The husband stomped up the climbing log, hissing insults as he left. Then Yikaas asked himself why he should even consider taking a wife. He was young yet and had many years before he had to make such a difficult decision, choosing one woman above all others. What if he and Qumalix turned out to be like that man and woman—a joke in their own village? Why not just see if she was willing to come to his bed? He was Dzuuggi. Women never refused him.
Suddenly he realized that he had paused in his storytelling. Qumalix was looking at him with questions in her eyes. He made an apology and continued, living the story again as the words passed from his mouth. When he told of the bear’s attack, the people were so quiet, he could hear their breathing. When Biter died, some of the women wept, and men cleared their throats, made remarks about bears in gruff voices, low and soft.
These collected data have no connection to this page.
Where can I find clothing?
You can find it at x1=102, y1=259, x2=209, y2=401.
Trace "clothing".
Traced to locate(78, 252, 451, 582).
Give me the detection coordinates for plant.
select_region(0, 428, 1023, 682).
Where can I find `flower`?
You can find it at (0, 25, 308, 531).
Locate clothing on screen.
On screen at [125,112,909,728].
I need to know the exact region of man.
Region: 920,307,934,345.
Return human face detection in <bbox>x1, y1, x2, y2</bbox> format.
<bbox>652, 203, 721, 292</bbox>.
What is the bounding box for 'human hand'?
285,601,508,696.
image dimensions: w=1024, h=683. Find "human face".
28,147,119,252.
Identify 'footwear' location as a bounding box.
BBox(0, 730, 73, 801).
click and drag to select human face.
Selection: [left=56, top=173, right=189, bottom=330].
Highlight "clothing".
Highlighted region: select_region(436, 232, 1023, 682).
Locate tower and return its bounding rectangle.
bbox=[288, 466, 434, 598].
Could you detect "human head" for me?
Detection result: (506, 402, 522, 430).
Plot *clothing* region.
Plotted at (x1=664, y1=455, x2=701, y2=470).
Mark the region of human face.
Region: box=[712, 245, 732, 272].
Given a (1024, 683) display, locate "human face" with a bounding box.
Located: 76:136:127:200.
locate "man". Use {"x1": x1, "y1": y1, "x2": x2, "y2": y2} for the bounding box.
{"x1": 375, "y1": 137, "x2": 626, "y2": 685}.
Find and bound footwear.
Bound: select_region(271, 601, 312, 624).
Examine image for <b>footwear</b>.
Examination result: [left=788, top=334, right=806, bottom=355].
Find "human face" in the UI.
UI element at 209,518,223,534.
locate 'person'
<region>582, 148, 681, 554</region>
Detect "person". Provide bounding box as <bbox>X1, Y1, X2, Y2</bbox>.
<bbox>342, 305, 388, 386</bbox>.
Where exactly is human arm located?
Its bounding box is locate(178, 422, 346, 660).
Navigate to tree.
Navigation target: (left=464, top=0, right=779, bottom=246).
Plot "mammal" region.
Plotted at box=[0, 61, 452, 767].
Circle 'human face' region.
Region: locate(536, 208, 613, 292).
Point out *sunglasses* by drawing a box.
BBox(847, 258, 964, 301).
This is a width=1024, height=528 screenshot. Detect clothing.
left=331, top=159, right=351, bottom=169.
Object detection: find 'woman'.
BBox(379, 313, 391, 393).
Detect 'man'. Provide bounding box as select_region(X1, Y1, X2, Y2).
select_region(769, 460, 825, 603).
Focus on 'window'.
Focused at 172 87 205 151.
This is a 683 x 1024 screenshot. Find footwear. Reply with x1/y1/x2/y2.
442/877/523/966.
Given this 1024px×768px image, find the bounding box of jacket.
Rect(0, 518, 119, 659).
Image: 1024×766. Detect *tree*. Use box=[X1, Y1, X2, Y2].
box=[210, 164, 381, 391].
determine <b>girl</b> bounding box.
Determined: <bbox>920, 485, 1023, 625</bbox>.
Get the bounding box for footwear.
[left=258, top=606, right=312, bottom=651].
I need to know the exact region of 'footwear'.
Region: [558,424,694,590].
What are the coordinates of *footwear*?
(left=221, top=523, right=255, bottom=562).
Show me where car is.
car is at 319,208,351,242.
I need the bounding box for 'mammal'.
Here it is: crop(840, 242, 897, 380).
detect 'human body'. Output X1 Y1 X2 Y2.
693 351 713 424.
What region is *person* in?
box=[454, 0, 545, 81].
Then the Sea Hunter storyteller rose from his seat and asked if he could tell another story. Yikaas wanted to hear one of Qumalix’s stories, and several of the people in the lodge seemed to feel the same way, for two of the women nodded their heads toward her. But in politeness, Qumalix gave her place to the Sea Hunter storyteller and again translated his words so the River People could understand.
Yikaas sat down in disgust. The man had had his turn. Qumalix deserved her chance. Yikaas’s anger grew as he listened, but dissipated when the Sea Hunter tried to lift his voice to the top of the ulax as Yikaas had, tried to speak in various voices and so become animal, woman, or man. He was not good at it, and some of the people in the back of the ulax began to grumble. Others left, but Yikaas sat very still, listened very hard, and learned how not to tell a story.
Finally the man was done, and the people, as though speaking in one voice, asked for Qumalix. Yikaas saw the disappointment on the Sea Hunter’s face, and he wondered if he had looked the same way when the people were dissatisfied with him. It was not a good thing for a storyteller to act like a child, pouting over criticism. How better to learn?
Kuy’aa leaned against him, and he thought perhaps that she was weary and wanted to leave. He felt his heart drop in disappointment, but he smiled gently at her and said, “Aunt, are you tired? I will take you to the lodge where you are staying.”
“No, no,” she said impatiently, as though he were a troublesome child. “What storyteller gets tired listening to others’ tales?” Then she added, “You did a good job. I was proud of you. You see that Sea Hunter storyteller?” She tilted her head toward the man and lowered her voice to whisper, “He’s jealous. He knows your story was better than his.”
“His hunting stories were good,” Yikaas said.
“Of course they were. When he told them, he was thinking more about the stories than himself. The second time he spoke, he was thinking about himself, and about you and about who was best.
“When a storyteller pushes himself forward like that, above what he is saying, then the story no longer lives. It is only told.”
It was wise advice, as was nearly everything Kuy’aa told him, and Yikaas opened his mouth to thank her, but she lifted fingers to her lips and nodded toward Qumalix.